The real problem, he says, is that Canada continues to treat healthcare as a cottage industry instead of the enormous, complicated organism that it is. All manner of breakthroughs have been made in types of care, but the system itself has stagnated.
Recent research bears his thesis out. The Commonwealth Fund, a U.S. health-research organization, ranked Canada sixth among six Western nations for the quality of its healthcare. The fund based its assessment of quality on whether the care is “right” (that is, effective), safe, co-ordinated and patient-centred. Canada was last on all but safety, where it placed fifth, ahead of the U.S. but behind Australia, Germany, New Zealand and the United Kingdom. (In the overall ranking, Canada came fifth, placing ahead of the United States on access, efficiency and equity and ahead of the U.S., U.K. and New Zealand on healthy living).
Being rated last for effective, co-ordinated and patient-centred care, and poorly for access, efficiency and equity, certainly suggests the problem lies with the system, not individuals. It is not that our health professionals can’t give good care; but there are often barriers to getting it and the links among different types of care can be haphazard or non-existent. These gaps and lack of continuity of care take a toll in time and health outcomes, increase suffering and drive up costs.

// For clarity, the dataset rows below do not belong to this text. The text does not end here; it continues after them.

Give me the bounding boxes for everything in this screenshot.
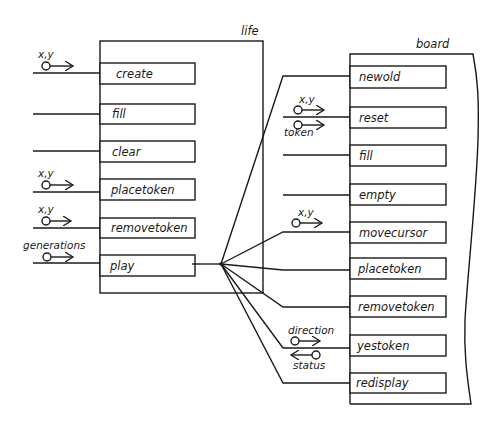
- operation-label: removetoken: [111, 221, 188, 235]
- param-label: token: [284, 126, 314, 138]
- life-op-clear[interactable]: clear: [33, 141, 195, 162]
- param-label: direction: [288, 324, 334, 336]
- module-structure-diagram: life x,y create fill clear: [0, 0, 500, 430]
- life-op-fill[interactable]: fill: [33, 104, 195, 124]
- operation-label: placetoken: [357, 262, 422, 276]
- board-op-removetoken[interactable]: removetoken: [350, 296, 446, 317]
- board-op-empty[interactable]: empty: [283, 184, 446, 205]
- param-label: x,y: [298, 93, 316, 105]
- data-in-arrow-icon: [291, 337, 320, 345]
- operation-label: fill: [112, 107, 127, 121]
- operation-label: reset: [359, 111, 389, 125]
- data-in-arrow-icon: [42, 181, 73, 189]
- operation-label: clear: [112, 145, 142, 159]
- operation-label: yestoken: [356, 339, 409, 353]
- data-in-arrow-icon: [42, 62, 73, 70]
- param-label: x,y: [37, 167, 55, 179]
- board-op-placetoken[interactable]: placetoken: [350, 258, 446, 279]
- operation-label: newold: [359, 70, 401, 84]
- operation-label: play: [109, 259, 135, 273]
- module-life: life x,y create fill clear: [23, 24, 263, 293]
- board-op-reset[interactable]: x,y token reset: [283, 93, 446, 138]
- board-op-redisplay[interactable]: redisplay: [350, 373, 446, 393]
- param-label: x,y: [37, 48, 55, 60]
- param-label: x,y: [297, 206, 315, 218]
- param-label: x,y: [37, 203, 55, 215]
- operation-label: movecursor: [359, 226, 428, 240]
- param-label: generations: [23, 239, 86, 251]
- operation-label: empty: [359, 188, 396, 202]
- board-op-movecursor[interactable]: x,y movecursor: [292, 206, 446, 243]
- board-op-newold[interactable]: newold: [350, 66, 446, 88]
- module-board: board newold x,y token reset: [283, 37, 478, 404]
- fan-out-node: [219, 262, 223, 266]
- data-in-arrow-icon: [292, 219, 322, 227]
- operation-label: create: [116, 67, 153, 81]
- return-label: status: [293, 359, 326, 371]
- operation-label: redisplay: [356, 376, 409, 390]
- board-op-fill[interactable]: fill: [283, 145, 446, 166]
- module-title-board: board: [416, 37, 450, 51]
- module-title-life: life: [241, 24, 259, 38]
- data-in-arrow-icon: [43, 253, 73, 261]
- operation-label: fill: [359, 149, 374, 163]
- operation-label: placetoken: [110, 183, 175, 197]
- data-in-arrow-icon: [294, 106, 324, 114]
- operation-label: removetoken: [358, 300, 435, 314]
- data-in-arrow-icon: [42, 217, 71, 225]
- data-out-arrow-icon: [291, 351, 320, 359]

Concern for the overall quality of the healthcare system is a relatively new phenomenon. Previously, notions of quality were applied to individual episodes of care, which were good if you felt you’d been treated well and bad if you came away with a horror story. But improvements in data collection and analysis have allowed us to begin to measure and compare what different types of care accomplish, and a picture of where care is falling short at organizational and population-wide levels is becoming clearer. Where we have started to gather better statistics, we can see patterns emerge from the mass of individual events. Often those patterns show that care in Canada does not measure up to that in other countries and, within this country, quality of healthcare varies from province to province, region to region and even from one ward in a hospital, or one city neighbourhood, to another.
But it doesn’t have to be that way. Like all complicated problems, the issue of improving the quality of healthcare can seem overwhelming, which sometimes paralyzes action. But around the country, people at every level, from individuals to organizations to governments, are tackling quality issues one small step at a time. In one city, operating rooms at two hospitals were studied to find out why one had consistently better results; adopting a similar staff schedule improved outcomes at the less-successful hospital. One province has set up forums — electronic and face-to-face — where family doctors learn from each other how to improve their care for chronic illnesses. The number of chronically ill patients getting recommended care has increased from 50 percent to 75 percent. Although the scale differs, the prescription is the same: use data comparisons to identify an area where quality is a problem, then look for research and best practices on how to raise the level of care and adapt them for your setting.
The quality improvement stories related in Building the Case for Quality show how it is possible to improve quality at every level in healthcare, in small and large spheres. By offering the series of Quality Conversations, quality-related research evidence, and events that will bring together researchers and decision makers, the Foundation hopes to encourage organizations and care providers to talk about evidence on how to bring excellence to healthcare and provide tools for tackling quality issues.